You know you can still send me your mailing address to kcshaw123 at gmail dot com and get a free Goldie bookmark. Just sayin.
I've made it to lesson four in my Irish language CDs today. I'm going slowly because I have to repeat each lesson two or three times until I start to get it. It wasn't until today's lesson that Pimsleur let it slip that Irish has gendered nouns. I hate gendered nouns! They don't make any sense and it just means you have to memorize everything! I was always fed up with them in German, and had hoped Irish didn't have them. Today I learned that the Irish word for 'road,' which I can't remember, is male.
English has its problems, sure. But while our verbs are weirdly irregular, our pronunciations and spellings are all over the place (The Tough Coughs as He Ploughs the Dough, anybody?), and we've borrowed so much from other languages that ours really doesn't resemble any other Germanic language anymore, at least we don't have gendered nouns. Also, the word 'the' never changes.

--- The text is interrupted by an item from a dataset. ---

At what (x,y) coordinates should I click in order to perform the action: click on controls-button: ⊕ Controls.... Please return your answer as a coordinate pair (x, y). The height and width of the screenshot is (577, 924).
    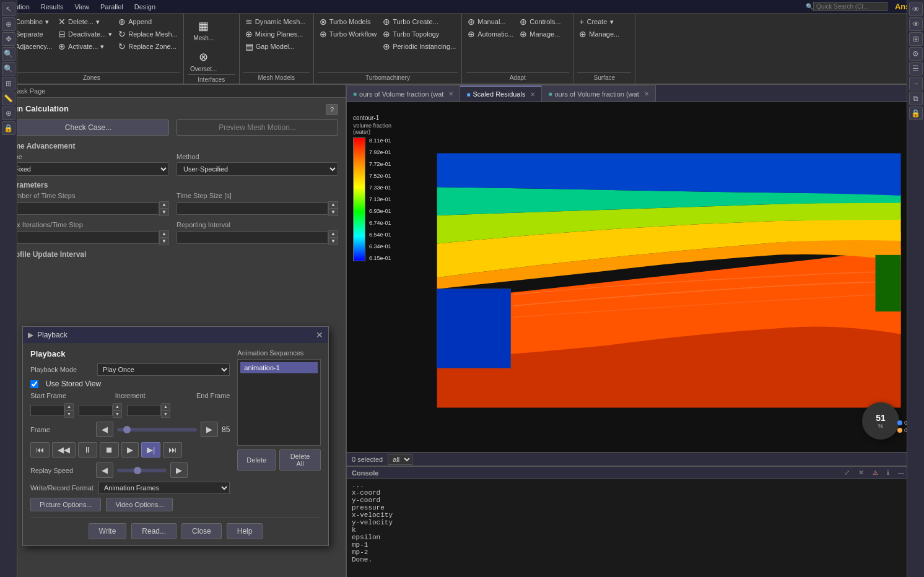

Now I'm going to make hot chocolate and run a hot bubble bath so I can read and warm up. Because it's cold. And gendered nouns get me down.
8 comments:
Us being speculative writer types, imagine a world with gendered verbs...
See? Now you don't feel so bad about the nouns, right?
Ok, I tried.
There probably are languages with gendered verbs. I hope it doesn't turn out to be Irish.

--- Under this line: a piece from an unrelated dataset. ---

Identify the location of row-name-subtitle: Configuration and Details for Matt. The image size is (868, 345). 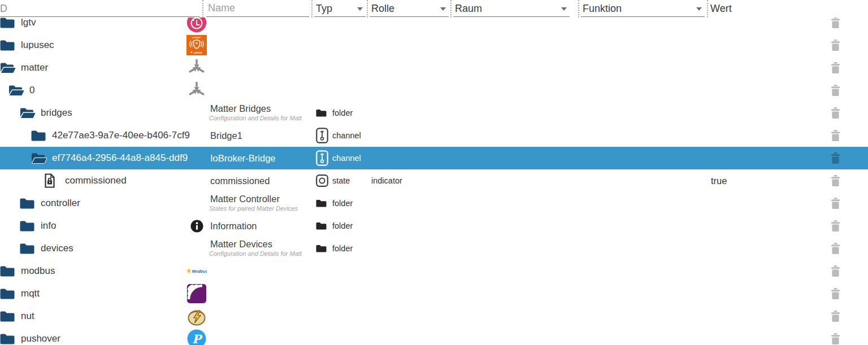
(262, 118).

Just one word of advice then... stay far, far away from Greek. Nouns can be masculine, feminine or neuter, all pronouns, articles, and verbs have to agree in case (part of speech, because nouns change by where they are in the sentence too), number, and gender. So every noun has about eight basic forms.... and verbs even more.
Thanks for the advice. *shudders at the thought of all those agreements* Not that I was going to study Greek anyway, but you know.
I'm for transgendered nouns. Nouns should be whatever they feel like they are.
I just bit my tongue laughing. You win Best Comment Ever.
I'm also shuddering at the thought of all those noun agreements. Ann warned me that seminary Koine would not mean much to learning modern Greek, but she wasn't kidding. Using Rosetta Stone for the October trip.... grammar is floating right by me like a dead fish on a windy day.
The language-learning book I finished reading today says that Greek is somewhere between French and Russian in difficulty. In other words, really hard. :) Still, it's pretty darn cool that you're working on it!